Enter husband number four, Joe Collins, but if you blinked you missed him. As Cher said later, ‘There were always just the three of us. There were never really any men in the house. It was like a tribe of women.’
The three girls were living hand to mouth, but it didn’t matter as long as they were together. Georganne laughs about not knowing how poor they were. ‘We never felt poor. Mom made birthdays fun, with balloons and lollypops hanging from the trees outside. No money to properly decorate the Christmas tree? No problem. Mom would drape our presents of new clothes (new clothes were a big deal) on the branches.’
But more than anything, Georgia wanted security for them. She decided to accept a marriage proposal from a wealthy Wall Street banker. Gilbert La- Piere became husband number five. Gilbert adopted both girls and was very good to them. Unfortunately, the marriage didn’t last ‘He was very “father knows best”, but he was not a good fit for our family,’ explained Cher.
It was now the 1960s and the times (along with Georgia’s growing girls) were a-changing. Cherilyn was 17 and beginning to rebel. That’s when she met Salvatore Bono. Defiantly, she ran away and moved in with this older, rather unconventional man. Georgia threatened to have him arrested. Eventually she relented.
The rest, as they say, is history. Sonny and Cher became one of the most successful pop duos of all time. Cher, on her own, went on to superstardom, living the kind of big dreams that even Jackie Jean could never have imagined. As the years passed, with her children grown, Georgia married and divorced again. ‘For a wild woman my mom was really straight,’ said Cher.
Georgia adds: ‘Thank you for that. Only because I got married so many times. That’s the only wild thing.’

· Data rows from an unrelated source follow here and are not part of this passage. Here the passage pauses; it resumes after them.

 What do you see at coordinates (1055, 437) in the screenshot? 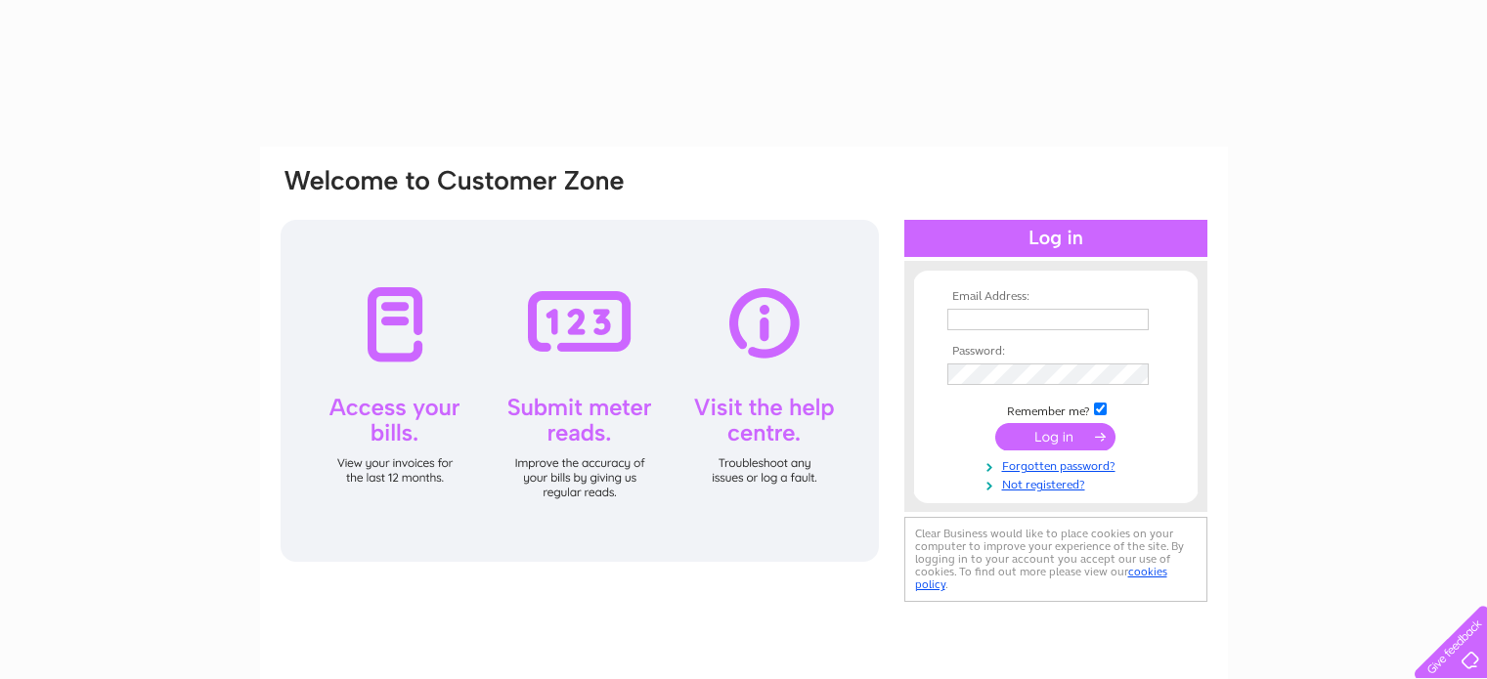
I see `input: Submit` at bounding box center [1055, 437].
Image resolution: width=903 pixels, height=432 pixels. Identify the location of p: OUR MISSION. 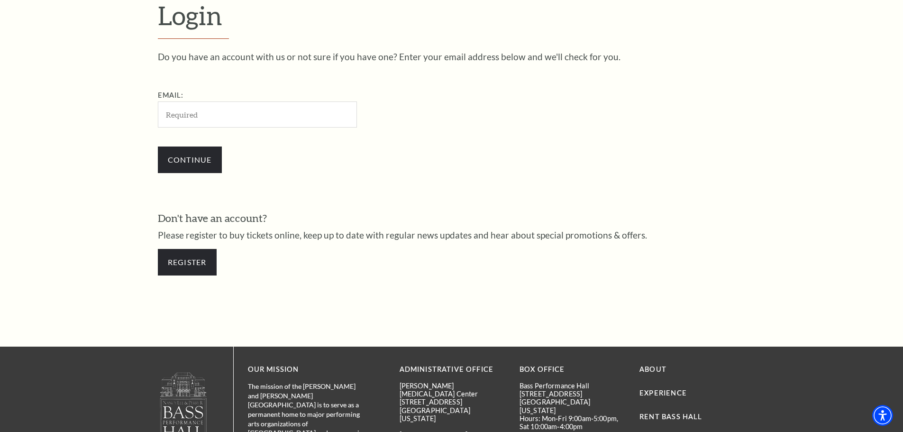
(307, 369).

Cher’s star continued to rise. In the 1970s, she topped the disco charts with Take Me Home. In 1988 she took the film industry by storm, winning the Best Actress Oscar for her performance as Loretta Castorini in Moonstruck. At 50, Georgia was content, her kids were doing well and she loved being a grandmother. Just as she was settling into a quiet life, along came Craig Spencer, 20 years her junior. Georgia thought he’d be a good fit for Georganne. Craig had other ideas and set out to woo Georganne’s gorgeous mom. He was persistent and soon the age difference simply disappeared and she and Craig moved in together.
Craig encouraged Georgia to dust off her dreams and sing professionally again. She began performing in nightclubs, while Craig arranged for her to record an album with Elvis Presley’s band. Sadly, the album was never released. When that dream died (again), something inside Georgia died with it.
‘It was just too heartbreaking,’ she remembers, ‘to come so close to a dream for the second time and to lose it.’ Georgia stopped singing, Craig and she went their separate ways and the master tapes of her first and only album were never to be heard again… until now.
Thirty years later the tapes were unearthed and Cher had them remastered. With her superstar daughter by her side, Georgia went back into the recording studio and the result is Honky Tonk Woman. In the album, mother and daughter sing a poignant duet called I’m Just Your Yesterday. At times, their voices are indistinguishable.
‘Sometimes people feel as if there is a cut-off time. Like at a certain age you have to stop having a wish or you have to stop dreaming or you have to act a certain way. It’s like you have to grow up but, you don’t,’ said Cher.
Georgia is ‘back on cloud nine again’. And she and Craig have reconnected. Seeing them together, it’s as if the three decades they were apart have melted away.
‘It used to be older woman and younger man,’ Craig says with a glint in his eye, holding Georgia’s hand. ‘Now it’s just older man and older woman.’
Could this be marriage number eight? Buckle up and hold on.